At least R10 billion is still needed to address the education backlog, says Mpumalanga education MEC, Craig Padayachee.
OVER R10 billion is still needed to address the education backlog in South Africa, warned Mpumalanga education MEC, Craig Padayachee, on Thursday.
Speaking at the opening of a new primary school in Embalenhle near Secunda, he said over R1 billion had been spent on the National School Building programme over the past five years. “Yet it may still require tenfold that amount to meet the backlog in the School Register of Needs,” he explained.
National fuel company, Sasol, contributed R5 million to help address the backlog, particularly in disadvantaged communities, and had allowed for the construction of schools such as the Maphala Gulube Primary School, said Padayachee.
“It is of paramount importance to affectionately appreciate the gigantic role played by the business sector in alleviating the classroom backlogs and ending conditions of physical degradation in our schools,” he added.
The Maphala Gulube Primary School is named after a local community leader who lobbies support for the disabled, aged and pre-primary school children. Padayachee said the community had played an important role in the construction of the school, by providing its builders.
“The principal of community involvement breeds the spirit of ownership of schools and ensures school property against elements of vandalism,” said Padayachee.
The school has 24 classrooms, an administration block and a hall that can be used for both education and community activities. It is expected to open in September and Padayachee urged that schooling involve discussing the scourge of AIDS and HIV in the class. “Let us begin to openly discuss this scourge in our homesteads, schools, workplaces, churches, mosques, stadiums, taxis and shebeens, and take active steps to save our beloved nation from extinction.”
— African Eye News Service, February 4, 2000.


= What this task involves =
Each line of the records containing "audit" is to be copied out and returned.

= The records =
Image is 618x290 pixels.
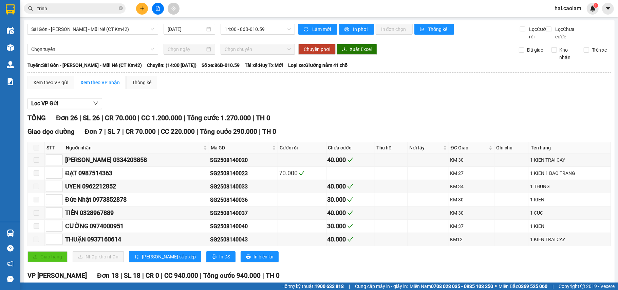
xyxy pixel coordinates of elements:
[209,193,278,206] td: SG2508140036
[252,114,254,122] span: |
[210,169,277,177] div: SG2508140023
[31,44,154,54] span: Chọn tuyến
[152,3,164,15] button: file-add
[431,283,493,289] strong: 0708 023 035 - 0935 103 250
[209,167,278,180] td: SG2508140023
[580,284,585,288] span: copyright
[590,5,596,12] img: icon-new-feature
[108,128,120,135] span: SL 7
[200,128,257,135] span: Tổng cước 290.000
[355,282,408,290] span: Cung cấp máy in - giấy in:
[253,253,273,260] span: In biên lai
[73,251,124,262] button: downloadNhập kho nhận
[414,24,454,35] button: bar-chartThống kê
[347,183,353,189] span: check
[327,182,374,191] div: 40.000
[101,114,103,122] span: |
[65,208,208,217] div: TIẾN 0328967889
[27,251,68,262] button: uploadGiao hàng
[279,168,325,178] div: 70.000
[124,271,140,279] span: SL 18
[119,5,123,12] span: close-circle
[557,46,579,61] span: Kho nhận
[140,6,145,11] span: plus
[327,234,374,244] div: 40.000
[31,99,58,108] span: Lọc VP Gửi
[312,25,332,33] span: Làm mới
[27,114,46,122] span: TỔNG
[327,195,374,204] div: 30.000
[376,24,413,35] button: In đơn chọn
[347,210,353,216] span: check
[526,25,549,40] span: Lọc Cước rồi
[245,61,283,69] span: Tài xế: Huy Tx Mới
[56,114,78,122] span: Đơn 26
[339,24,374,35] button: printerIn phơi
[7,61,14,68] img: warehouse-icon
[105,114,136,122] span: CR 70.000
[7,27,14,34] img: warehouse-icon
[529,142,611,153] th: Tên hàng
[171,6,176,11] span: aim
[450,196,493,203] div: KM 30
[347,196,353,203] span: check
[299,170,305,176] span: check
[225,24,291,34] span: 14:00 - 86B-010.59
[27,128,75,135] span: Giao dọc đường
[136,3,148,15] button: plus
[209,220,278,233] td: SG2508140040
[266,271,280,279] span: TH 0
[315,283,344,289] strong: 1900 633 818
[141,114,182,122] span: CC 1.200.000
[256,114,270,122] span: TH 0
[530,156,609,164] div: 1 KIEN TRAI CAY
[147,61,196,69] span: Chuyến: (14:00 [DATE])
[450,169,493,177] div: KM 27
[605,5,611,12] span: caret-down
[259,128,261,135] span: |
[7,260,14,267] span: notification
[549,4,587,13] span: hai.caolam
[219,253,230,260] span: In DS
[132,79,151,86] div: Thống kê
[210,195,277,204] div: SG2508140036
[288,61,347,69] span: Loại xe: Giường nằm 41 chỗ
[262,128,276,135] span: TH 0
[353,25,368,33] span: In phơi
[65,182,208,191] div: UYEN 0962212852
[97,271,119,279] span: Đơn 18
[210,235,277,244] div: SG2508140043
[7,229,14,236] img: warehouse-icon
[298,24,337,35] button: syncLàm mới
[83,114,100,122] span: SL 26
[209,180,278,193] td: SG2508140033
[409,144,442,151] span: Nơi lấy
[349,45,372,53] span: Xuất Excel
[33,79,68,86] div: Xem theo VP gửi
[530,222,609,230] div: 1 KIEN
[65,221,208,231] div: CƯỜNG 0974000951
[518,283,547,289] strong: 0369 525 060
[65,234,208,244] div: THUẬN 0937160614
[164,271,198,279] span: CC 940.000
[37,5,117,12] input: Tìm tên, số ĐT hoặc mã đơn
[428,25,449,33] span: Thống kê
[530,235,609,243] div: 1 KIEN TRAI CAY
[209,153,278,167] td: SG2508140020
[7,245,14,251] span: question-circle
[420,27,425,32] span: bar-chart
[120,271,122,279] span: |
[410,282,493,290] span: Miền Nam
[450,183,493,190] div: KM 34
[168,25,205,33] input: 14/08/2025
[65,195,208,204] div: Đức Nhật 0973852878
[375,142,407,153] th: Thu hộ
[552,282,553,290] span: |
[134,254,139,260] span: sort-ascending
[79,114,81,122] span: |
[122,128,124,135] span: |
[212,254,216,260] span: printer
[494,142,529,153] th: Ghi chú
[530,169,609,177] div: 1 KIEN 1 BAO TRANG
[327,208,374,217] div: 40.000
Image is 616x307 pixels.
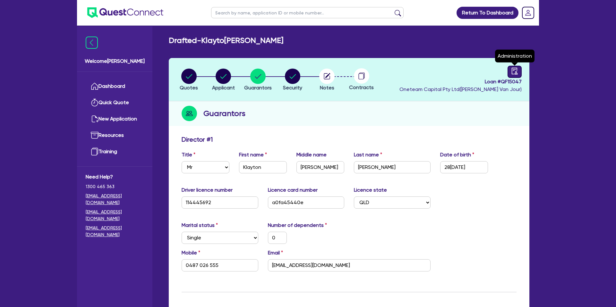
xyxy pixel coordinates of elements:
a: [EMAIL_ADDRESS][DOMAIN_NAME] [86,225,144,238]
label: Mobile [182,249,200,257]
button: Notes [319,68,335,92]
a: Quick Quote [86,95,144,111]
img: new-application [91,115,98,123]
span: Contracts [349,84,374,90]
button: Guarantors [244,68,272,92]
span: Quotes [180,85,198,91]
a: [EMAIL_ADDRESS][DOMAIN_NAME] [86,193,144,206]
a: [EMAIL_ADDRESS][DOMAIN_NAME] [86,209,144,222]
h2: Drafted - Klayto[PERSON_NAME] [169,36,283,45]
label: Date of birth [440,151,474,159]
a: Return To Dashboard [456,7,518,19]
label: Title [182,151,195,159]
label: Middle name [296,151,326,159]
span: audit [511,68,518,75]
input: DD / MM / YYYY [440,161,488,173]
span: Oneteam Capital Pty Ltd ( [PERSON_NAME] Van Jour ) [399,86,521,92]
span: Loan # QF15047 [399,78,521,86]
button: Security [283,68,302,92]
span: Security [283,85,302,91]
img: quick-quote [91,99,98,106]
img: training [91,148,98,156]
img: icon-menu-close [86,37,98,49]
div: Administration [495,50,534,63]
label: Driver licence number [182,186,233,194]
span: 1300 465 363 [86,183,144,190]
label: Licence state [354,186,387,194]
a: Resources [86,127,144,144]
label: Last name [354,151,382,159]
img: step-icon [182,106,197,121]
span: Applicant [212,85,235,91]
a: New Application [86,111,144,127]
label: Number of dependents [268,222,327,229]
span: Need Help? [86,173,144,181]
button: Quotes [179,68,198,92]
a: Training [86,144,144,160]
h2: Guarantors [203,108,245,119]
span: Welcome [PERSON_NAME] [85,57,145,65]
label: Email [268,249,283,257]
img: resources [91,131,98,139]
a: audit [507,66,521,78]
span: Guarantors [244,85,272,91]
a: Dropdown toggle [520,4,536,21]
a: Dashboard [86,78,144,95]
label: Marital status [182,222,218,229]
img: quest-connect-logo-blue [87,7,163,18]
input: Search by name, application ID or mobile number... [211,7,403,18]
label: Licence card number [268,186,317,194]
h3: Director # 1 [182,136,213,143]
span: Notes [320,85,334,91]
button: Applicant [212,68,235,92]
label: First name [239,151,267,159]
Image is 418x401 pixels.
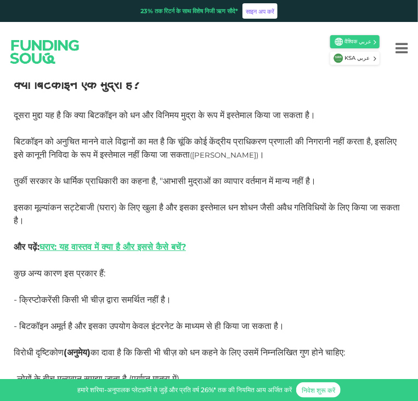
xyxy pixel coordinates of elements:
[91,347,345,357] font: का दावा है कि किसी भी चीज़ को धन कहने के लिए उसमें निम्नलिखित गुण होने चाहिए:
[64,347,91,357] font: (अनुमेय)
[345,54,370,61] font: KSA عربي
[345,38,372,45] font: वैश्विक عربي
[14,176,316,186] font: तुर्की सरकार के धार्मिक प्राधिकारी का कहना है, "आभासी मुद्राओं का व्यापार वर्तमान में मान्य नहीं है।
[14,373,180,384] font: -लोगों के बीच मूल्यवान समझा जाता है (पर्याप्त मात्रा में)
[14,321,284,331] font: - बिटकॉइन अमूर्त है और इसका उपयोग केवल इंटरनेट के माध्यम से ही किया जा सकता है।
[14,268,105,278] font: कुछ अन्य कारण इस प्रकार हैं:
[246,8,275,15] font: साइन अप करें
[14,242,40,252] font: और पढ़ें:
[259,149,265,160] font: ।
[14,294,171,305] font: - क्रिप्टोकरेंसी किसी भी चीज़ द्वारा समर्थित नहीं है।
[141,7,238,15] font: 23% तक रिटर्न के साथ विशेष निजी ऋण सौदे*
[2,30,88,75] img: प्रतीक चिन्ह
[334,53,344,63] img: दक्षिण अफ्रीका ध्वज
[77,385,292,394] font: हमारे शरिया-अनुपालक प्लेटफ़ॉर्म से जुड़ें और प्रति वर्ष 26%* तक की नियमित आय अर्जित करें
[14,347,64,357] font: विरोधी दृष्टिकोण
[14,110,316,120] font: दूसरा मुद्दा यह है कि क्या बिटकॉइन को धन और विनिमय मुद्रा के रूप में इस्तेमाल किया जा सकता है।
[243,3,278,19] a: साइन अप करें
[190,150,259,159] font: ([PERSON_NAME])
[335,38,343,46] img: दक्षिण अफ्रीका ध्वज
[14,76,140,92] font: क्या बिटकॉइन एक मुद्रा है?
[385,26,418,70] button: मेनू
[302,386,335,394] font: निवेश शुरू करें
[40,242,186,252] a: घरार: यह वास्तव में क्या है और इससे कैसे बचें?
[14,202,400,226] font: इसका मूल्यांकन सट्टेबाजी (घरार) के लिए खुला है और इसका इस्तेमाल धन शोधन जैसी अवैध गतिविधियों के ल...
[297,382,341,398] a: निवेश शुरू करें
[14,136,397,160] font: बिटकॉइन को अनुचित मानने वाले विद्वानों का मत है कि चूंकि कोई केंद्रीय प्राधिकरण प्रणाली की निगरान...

= Problem solution =
span: audit [511,68,518,75]
a: audit [507,66,521,78]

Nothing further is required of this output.